This is undeniably a nerdy reference, but in Looking Glass Studio's famous steampunk video game series, Thief, the eponymous cut-purse Garrett sneaks through the shadows with the aid of a light gem that lets him know at a glance how much light he is exposed to. It's hard to imagine that such a fanciful gadget would make the spring to reality, but now it has. Meet the June, a bedazzling, Bluetooth-connected bracelet that tells you how much sun you're getting. But don't dismiss the June just because you're not worried about the SPF. This is the future of wearables.
Introduced at this week's Consumer Electronics Show in Las Vegas, Nevada, the June may look like a bracelet you'd buy at Claire's, but it's actually a fashionably designed wearable that measures exposure to the sun. Made by Netatmo and designed by Louis Vuitton and Harry Winston collaborator Camille Toupet, the June syncs over Bluetooth to a paired iPhone, where an app tells you how much sun you're getting based upon readings from the bracelet's photovoltaic gem, and then recommends sunglasses, a hat or a specific sunscreen based upon the measurements. It costs $100, and will come in platinum, gold, or gun metal when it becomes available for sale later this year.
Skin cancer is a real problem, yet it's easy to dismiss the June a a wearable that few people actually need, a gadget looking for a problem few people have (those who worry about the sun tend to wear sunscreen all the time anyway). But I think this sort of misses the point. Although many are looking for the next iPod, iPhone, or iPad to emerge in the wearable market--one device to rule them allold or gun--the truth is that the wearable revolution is far more likely to result in a democracy of devices. Except you won't even think of them as devices.
We shouldn't think of wearables as gadgets, so much as the kinds of things that we already wear--watches, glasses, jewelry, even clothes--becoming smart. As sensors and wireless chips become cheaper, your smartphone might be able to tap into your sneakers to tell you how far you walked that day, keep track of your blood pressure through a ring, or even (like the June) measure your UV exposure through a bracelet. We won't think of these objects as gadgets, per se. They'll still be shoes, or clothes, or jewelry, or whatever else, and cost about as much as they did before. We'll just take for granted that we can extract data from them if we want to.
So while Netatmo's June might seems like a gadget for outliers, it actually represents an important step forward. It's wearable tech that someone might buy for looks alone, not giving a damn about how "smart" it is. And that's significant, because forget the iWatch. The true future of wearables is forgetting entirely that what you're wearing is a gadget at all.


## YOUR OBJECTIVE
From the entries, filter out every line that lacks "AVON" and copy the rest.

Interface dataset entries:
>>
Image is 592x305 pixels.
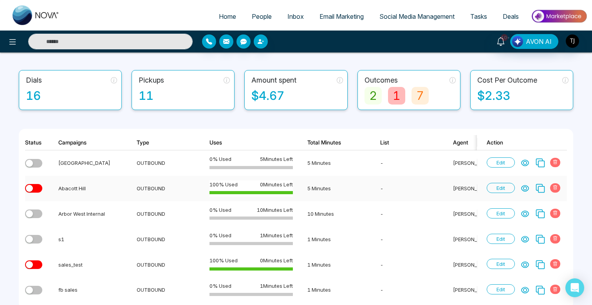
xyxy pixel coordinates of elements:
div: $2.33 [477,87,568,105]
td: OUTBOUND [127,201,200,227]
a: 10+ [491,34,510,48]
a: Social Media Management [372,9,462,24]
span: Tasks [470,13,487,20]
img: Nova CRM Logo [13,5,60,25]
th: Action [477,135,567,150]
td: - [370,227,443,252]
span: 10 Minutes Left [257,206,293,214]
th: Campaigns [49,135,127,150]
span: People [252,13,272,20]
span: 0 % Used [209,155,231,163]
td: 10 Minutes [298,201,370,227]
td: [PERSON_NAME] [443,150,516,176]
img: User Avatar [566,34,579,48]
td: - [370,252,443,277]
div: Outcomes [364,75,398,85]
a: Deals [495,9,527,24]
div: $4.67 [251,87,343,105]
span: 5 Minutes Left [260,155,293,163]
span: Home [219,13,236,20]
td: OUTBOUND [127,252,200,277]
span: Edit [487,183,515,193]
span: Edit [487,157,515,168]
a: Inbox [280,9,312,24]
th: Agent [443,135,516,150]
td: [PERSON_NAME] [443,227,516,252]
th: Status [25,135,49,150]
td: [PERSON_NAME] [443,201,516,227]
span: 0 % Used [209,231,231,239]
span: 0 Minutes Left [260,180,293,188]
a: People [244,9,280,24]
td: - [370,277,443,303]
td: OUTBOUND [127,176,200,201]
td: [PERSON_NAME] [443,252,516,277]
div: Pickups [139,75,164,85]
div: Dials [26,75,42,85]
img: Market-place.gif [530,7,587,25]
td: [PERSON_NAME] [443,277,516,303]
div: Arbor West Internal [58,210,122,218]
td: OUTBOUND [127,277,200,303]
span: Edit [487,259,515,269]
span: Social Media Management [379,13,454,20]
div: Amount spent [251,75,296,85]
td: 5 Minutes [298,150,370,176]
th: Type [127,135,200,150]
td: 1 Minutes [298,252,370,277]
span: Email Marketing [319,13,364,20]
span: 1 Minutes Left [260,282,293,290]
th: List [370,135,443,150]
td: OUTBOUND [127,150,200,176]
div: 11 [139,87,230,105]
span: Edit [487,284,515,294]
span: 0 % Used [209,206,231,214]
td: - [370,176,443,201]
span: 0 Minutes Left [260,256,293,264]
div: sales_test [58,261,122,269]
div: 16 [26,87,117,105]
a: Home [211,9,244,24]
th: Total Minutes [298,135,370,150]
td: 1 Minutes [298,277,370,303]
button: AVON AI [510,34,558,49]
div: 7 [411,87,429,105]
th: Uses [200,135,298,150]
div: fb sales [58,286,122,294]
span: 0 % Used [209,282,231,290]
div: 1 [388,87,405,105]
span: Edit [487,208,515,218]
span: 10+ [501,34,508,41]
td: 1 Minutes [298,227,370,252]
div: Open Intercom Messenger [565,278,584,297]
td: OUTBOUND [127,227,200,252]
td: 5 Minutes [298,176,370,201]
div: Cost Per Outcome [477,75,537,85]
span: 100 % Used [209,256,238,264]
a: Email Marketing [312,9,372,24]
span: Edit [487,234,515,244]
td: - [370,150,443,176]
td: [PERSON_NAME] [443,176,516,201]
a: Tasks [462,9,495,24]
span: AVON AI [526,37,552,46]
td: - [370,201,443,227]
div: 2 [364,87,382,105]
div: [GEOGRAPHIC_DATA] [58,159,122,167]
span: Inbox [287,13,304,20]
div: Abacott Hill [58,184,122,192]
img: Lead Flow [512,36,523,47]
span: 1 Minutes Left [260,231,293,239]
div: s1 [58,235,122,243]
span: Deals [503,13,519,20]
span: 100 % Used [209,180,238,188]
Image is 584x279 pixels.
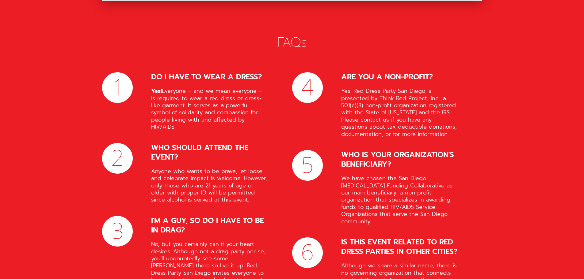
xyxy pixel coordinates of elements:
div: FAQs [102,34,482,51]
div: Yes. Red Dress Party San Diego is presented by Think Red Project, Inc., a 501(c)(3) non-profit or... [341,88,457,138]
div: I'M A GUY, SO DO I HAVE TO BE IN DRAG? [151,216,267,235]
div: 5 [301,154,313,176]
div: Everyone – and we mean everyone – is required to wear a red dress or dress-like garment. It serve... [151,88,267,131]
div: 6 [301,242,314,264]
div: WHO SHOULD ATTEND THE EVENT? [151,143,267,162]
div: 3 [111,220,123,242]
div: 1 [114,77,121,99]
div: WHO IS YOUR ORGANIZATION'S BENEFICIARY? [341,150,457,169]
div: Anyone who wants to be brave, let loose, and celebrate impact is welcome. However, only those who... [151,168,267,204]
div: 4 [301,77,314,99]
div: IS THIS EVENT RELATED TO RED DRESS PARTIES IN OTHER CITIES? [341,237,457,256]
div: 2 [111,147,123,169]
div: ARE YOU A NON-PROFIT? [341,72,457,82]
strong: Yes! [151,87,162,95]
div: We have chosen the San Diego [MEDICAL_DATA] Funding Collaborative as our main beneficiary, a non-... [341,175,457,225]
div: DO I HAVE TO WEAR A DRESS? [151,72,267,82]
<<
## ANSWER TO THIS PROBLEM
button: AVON AI [510,34,558,49]
span: AVON AI [526,37,552,46]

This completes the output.